Poor America (2012), is an excellent half-hour exploration of American poverty, and meditation on what we owe to others in any society that allows so many people so little social mobility.
In our own time, conservative politicians seem intent on letting people suffer forever until they find the Nietzschean will to power to become independently awesome enough to win at life. If you can’t survive on your own, no matter your childhood or misfortunes, then die already! People deserve better.
The fact that so many people are so unwilling to invest in the growth of fellow neighbors is beyond me. They push for bizarre social causes based on values instead of realities. They take their selves so seriously. The whole political apparatus strikes me less as a coherent ideology than one, powerful one cleverly camouflaging itself to make various conservative groups cheer for it like a sports team once in a while when elections come around. That’s if they even bother to vote — we can barely get half the country to come out when it’s the damned president being elected.
This poverty stuff is real, and people need to get real, and a little more imaginative.
“How progressive are state taxes?

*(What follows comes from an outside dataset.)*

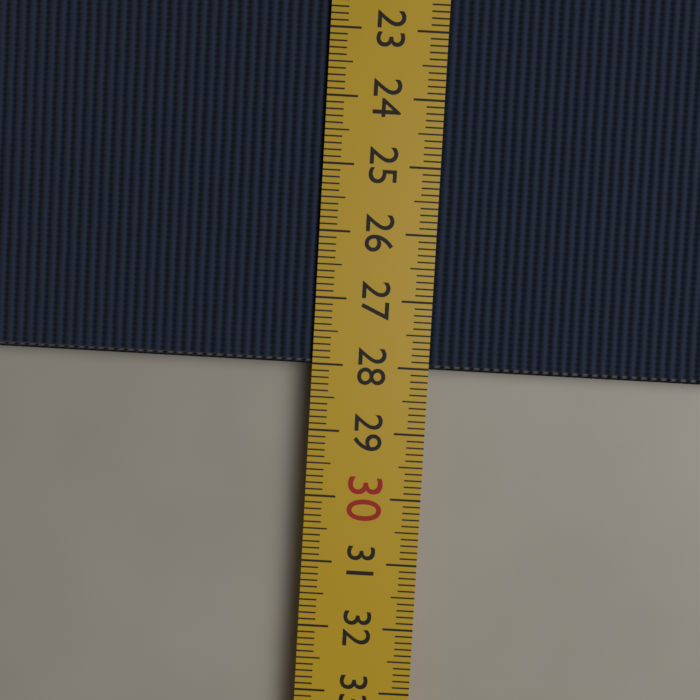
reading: 28.0 cm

Answer: They aren’t.
The Corporation for Enterprise Development recently released a scorecard for all 50 states… [it] shows that in the median state (Mississippi, as it turns out) the poorest 20 percent pay twice the tax rate of the top 1 percent. In the worst states, the poorest 20 percent pay five to six times the rate of the richest 1 percent… There’s not one single state with a tax system that’s progressive.” (full article on Mother Jones)

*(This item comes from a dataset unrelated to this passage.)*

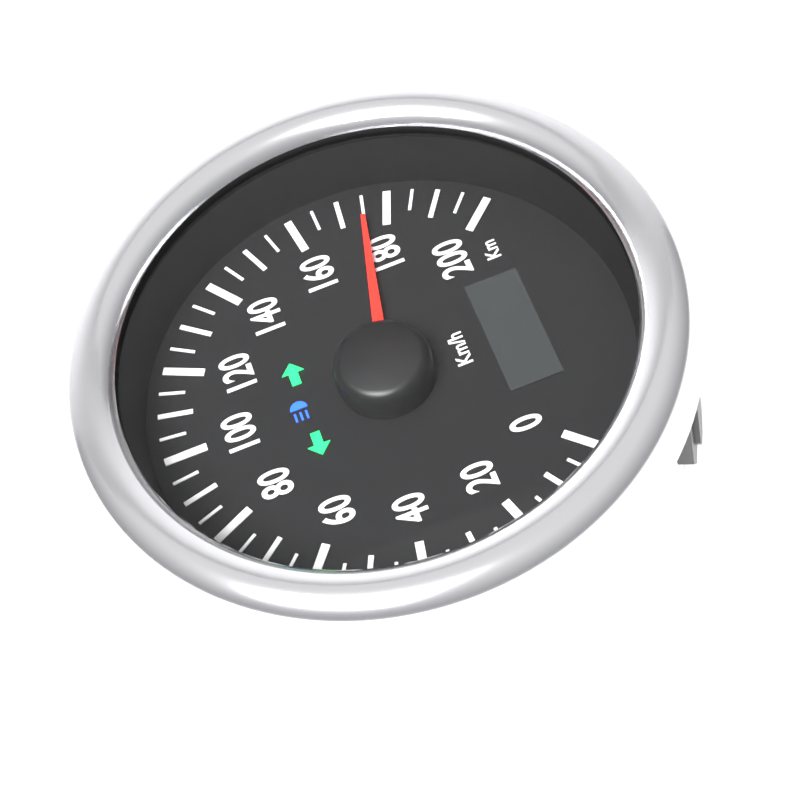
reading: 175 km/h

Innocent activist is arrested without explanation, tasered for no reason.

“When the 1 percent was in charge, hundreds of thousands of people emigrated to avoid starvation. Under the leadership of the working class, however, both countries built robust and successful economies that nearly eliminated poverty, expanded free university education, abolished slums, provided excellent health care available to all as a matter of right and created a system of full employment…
“Although Norwegians may not tell you about this the first time you meet them, the fact remains that their society’s high level of freedom and broadly-shared prosperity began when workers and farmers, along with middle class allies, waged a nonviolent struggle that empowered the people to govern for the common good.”
Projection on a building during Occupy Wall Street Day of Action. This isn’t over, folks!